Aii chota sahib , kismet.









Wednesday 6 November 2013

Losing your Temper with Analogy and Metaphor


What is the difference between an illustration and a metaphor? Put like that the question seems more soluble than if you were to ask; ‘what is the difference between an analogy and a metaphor’? That might be like the difference between a quadruped and a donkey. Or not. Could an analogy when pushed turn into a metaphor? Yes. Could an analogy used for the purposes of philosophical illustration when taken in the wrong sense end up as a metaphor which distorts its original intent? Yes.

Let’s take the metaphor ‘losing your temper’. Probably a lot of people would not be aware that this is a craft analogy from the time when all edge tools were periodically ground to renew their edges in preparation for honing. If excessive pressure was applied on the grindstone over a period of time without cooling through dipping in water the tool would turn blue at the edge and lose its temper. It would not afterwards be able to hold an edge. So don’t get overheated under pressure like the knife and lose your temper. ‘Temper’ I suggest here has lost its connection with its original analogical roots. Besides you won’t be able to ‘cope’. (f. couper/cut)

How dependent is philosophy on analogies? ‘Foundationally’ I would say and when ‘my spade turns’ (Wittgenstein) I know this is a sound ‘footing’.

But the greatest thing by far is be to a master of metaphor. It is the one thing that cannot be learnt from others, and it also a sign of genius, since a good metaphor implies an intuitive perception of the similarity in dissimilars.
(From Aristotle’s Poetics 22:1459)

Addendum/13.12.16: paragon

Tuesday 5 November 2013

Deadly Intent


I’ve been looking at the discussion on the related topics of why utilitarianism is detested and why Peter Singer is creepy.(timber 'Creepy’ good American word which I was surprised to find in a story of Edith Wharton’s from her collection Men and Ghosts. It has almost a prochronistic effect, but there it is, meaning in that case uncanny. In the Singer case it would refer to the shudder of distaste caused by rebarbative opinions unswervingly held with specious logic and requisite banality. His near perfect mastery of emotional cues is evinced by his serious discussion with a severely disabled person about the rational utility of her never having been born or if having somehow escaped screening should have as a neonate been put down.

His challenge to the logic of the intent of the dominant view of the Timberites is the kernal of the unease which they feel with him. Utilitarianism is after all about intent. As presented by Singer it would depreciate immediate intuitions of right and wrong. They are distractions from correct evaluation.
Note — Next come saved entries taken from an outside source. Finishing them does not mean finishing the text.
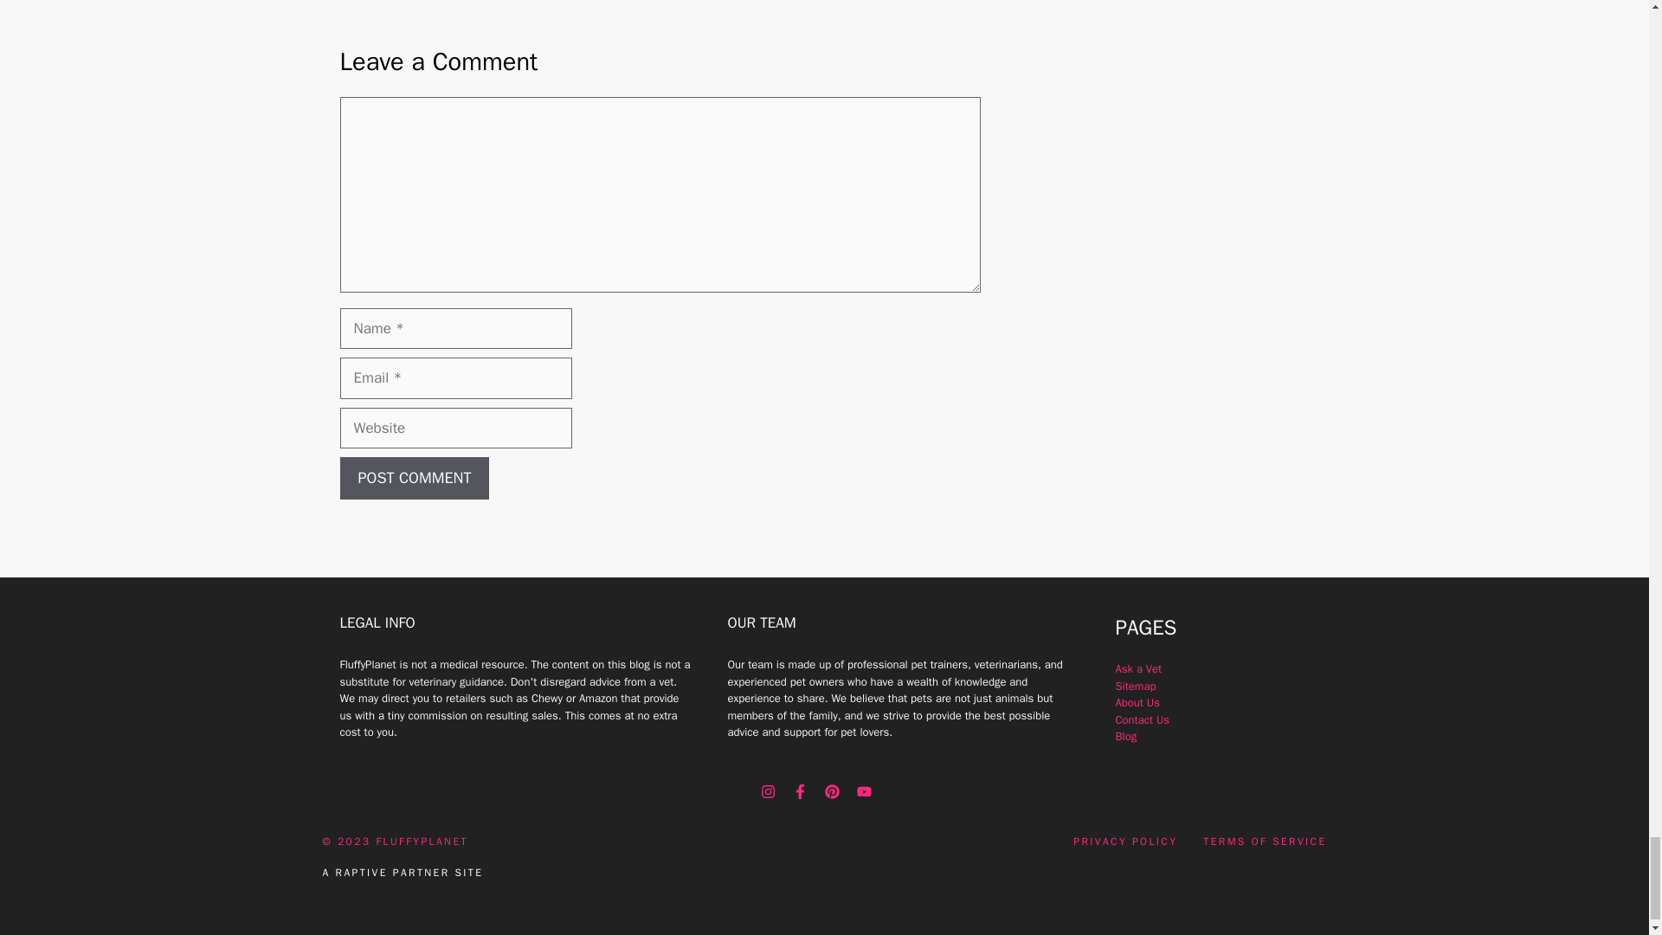 Image resolution: width=1662 pixels, height=935 pixels. Describe the element at coordinates (422, 841) in the screenshot. I see `FLUFFYPLANET` at that location.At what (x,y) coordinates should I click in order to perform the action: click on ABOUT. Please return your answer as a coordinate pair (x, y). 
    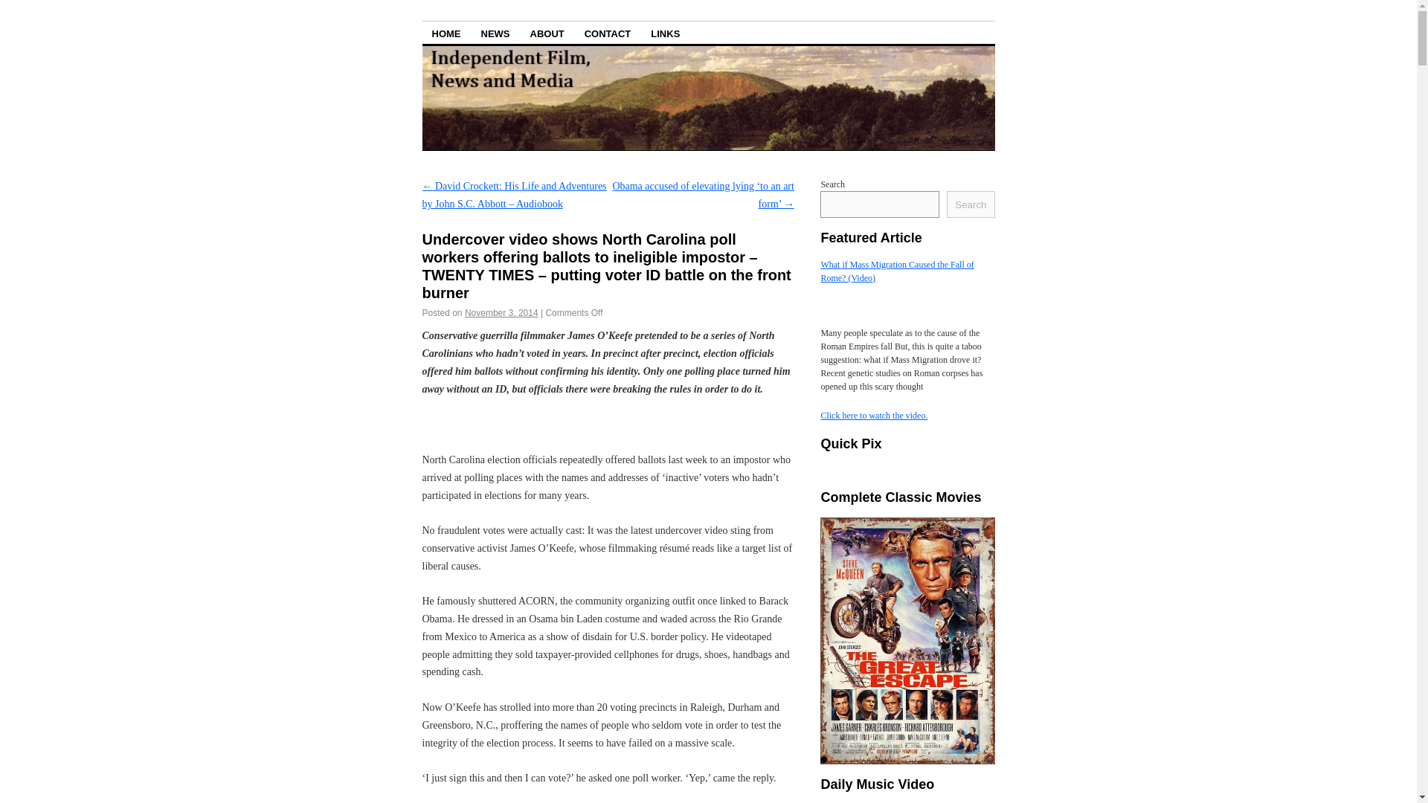
    Looking at the image, I should click on (547, 33).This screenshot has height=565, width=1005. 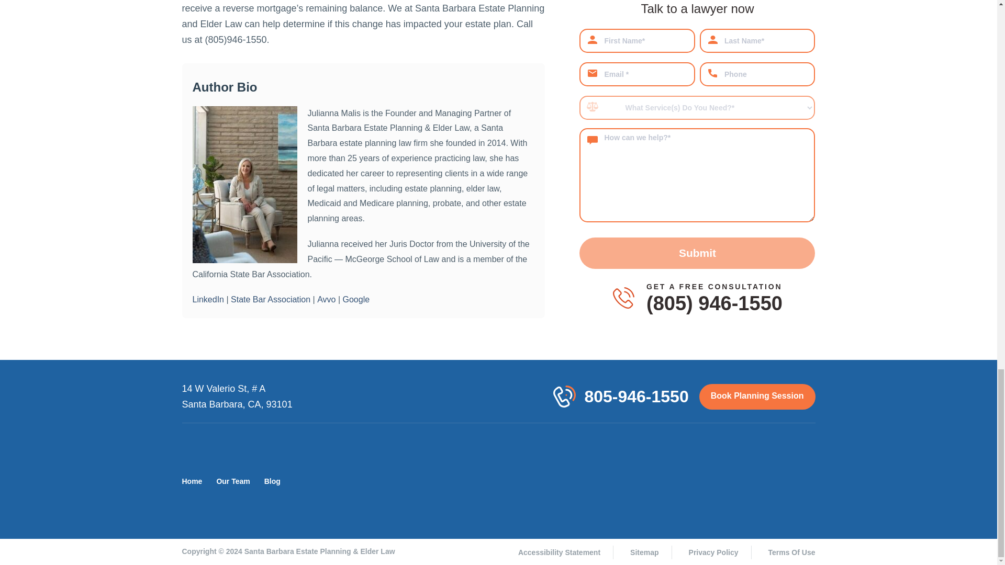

Here is this compromised neonate which challenges your stated intent. Wouldn’t it be better for all concerned if they were painlessly killed? It’s all about intent and remote effects. Anything else is just culture.

Sunday 3 November 2013

Analogies from Nowhere




Opponent: The comparison with the reflection of the sun in water cannot be reasonably upheld her (in the case of the Self), since nothing like that is perceived (here). A material thing, such as water, is seen to be clearly separate from and remotely placed from the sun etc. which are themselves material entities (with forms). There it is proper that an image of the sun should be formed. But the Self is not such a material entity (having form); and since It is all-pervasive and non-different from all, It can have no limiting adjuncts either separate or remote from It. Hence this illustration is inapt.

The opponent has a point, analogies on the same plane can be fruitful but the analogue from nowhere, the no place beyond physics, what are you standing under when you stand under that? Your analogy is a rumour from a resounding void but it is a void that inspires poetry when it is listened to . The vedic sages called it sruti, what is heard. Such analogies from nowhere are a Prolegomena to an Archetectonic of Pure Silence and Philosophy is what you pass through on your way there. A partial defence of metaphysical illustrations is that they are a reflection of a reality and enough to allow a useful transcendental postulate to strike (plant cutting metaphor). “As above so below” (Hermetic maxim)

"What is here is there, what is not here is not anywhere" (Tantric saying)

Note that the Magician of the Waite tarot combines in himself what the two philosophers of the School of Athens indicate.